If there is only one row, this is being used as layout.
If a table has another table element within it, this is probably a layout table. We do check that there is not a consistent use of child tables throughout the parent table. For example, if every third cell in the table has a table element within it, then this is probably a data table. Essentially, data tables are almost always leaf elements.
If a table has made it this far, we look to see if there is an appropriate usage of <th>
elements. If there is a group of <th>
elements in a <thead>
element, and especially if there are <th>
elements with a scope
attribute, then we are assuming the document author was thinking about a data table, and flag this as a data table.

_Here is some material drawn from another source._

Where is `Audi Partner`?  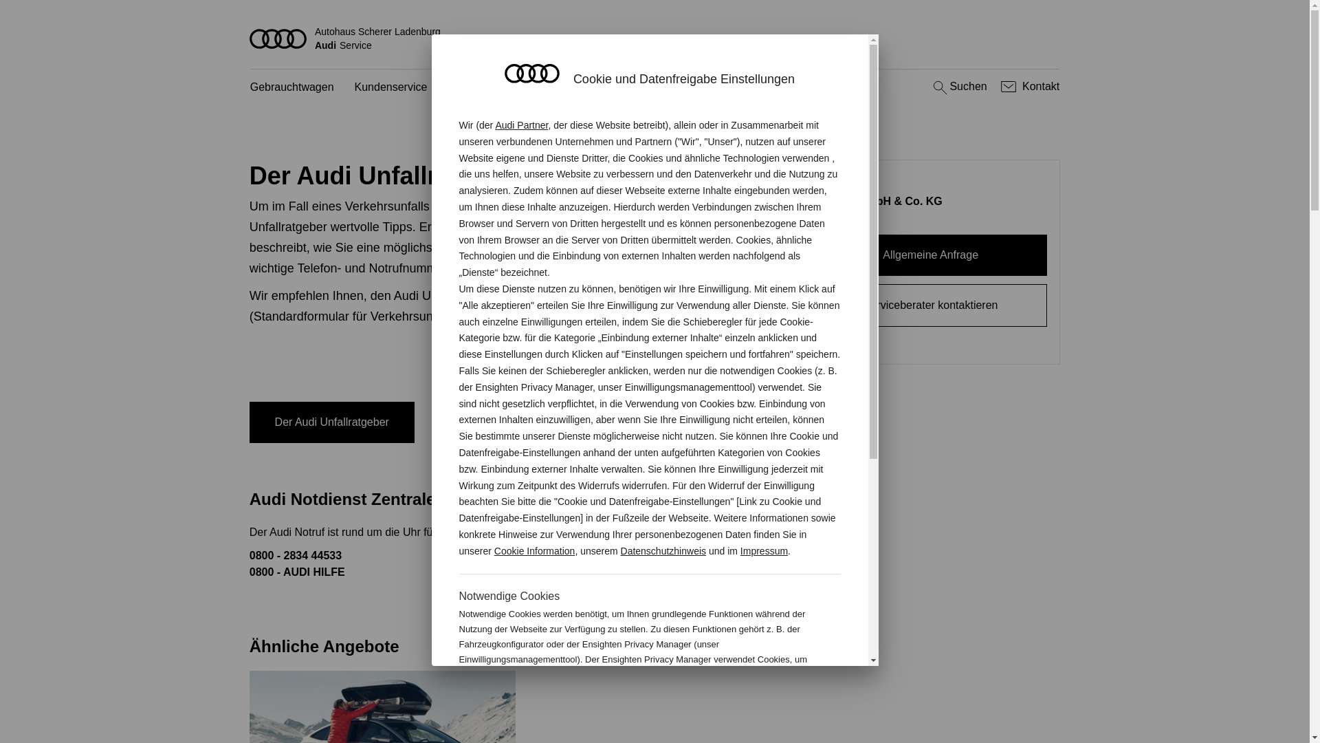 Audi Partner is located at coordinates (521, 125).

Layout tables almost always have cells spanning different widths, so we convert the table into a matrix representing cell spanning. Column spans are counted up in a given column, and if there are colspans that are not used consistently from row to row, this is a layout table.
Data tables tend to have consistent types of information across columns. We again make a matrix representing the table, and compute the length of content compared to others in the column, and the type of data (HTML, text, number) across the column. Number types are inferred by removing repeated words across columns first, so if a unit is used throughout the column (i.e. "4 feet"), it will be ignored. Types are assigned numeric values of 1 for HTML, 2 for plain text, and 3 for numbers so we can use them with standard deviation.
We take a standard deviation for both content length and content type, then make sure that no cells fall out of that deviation. If more than 10% of all cells lie outside the standard deviation of type and/or content length for a given column, this is flagged as a layout table.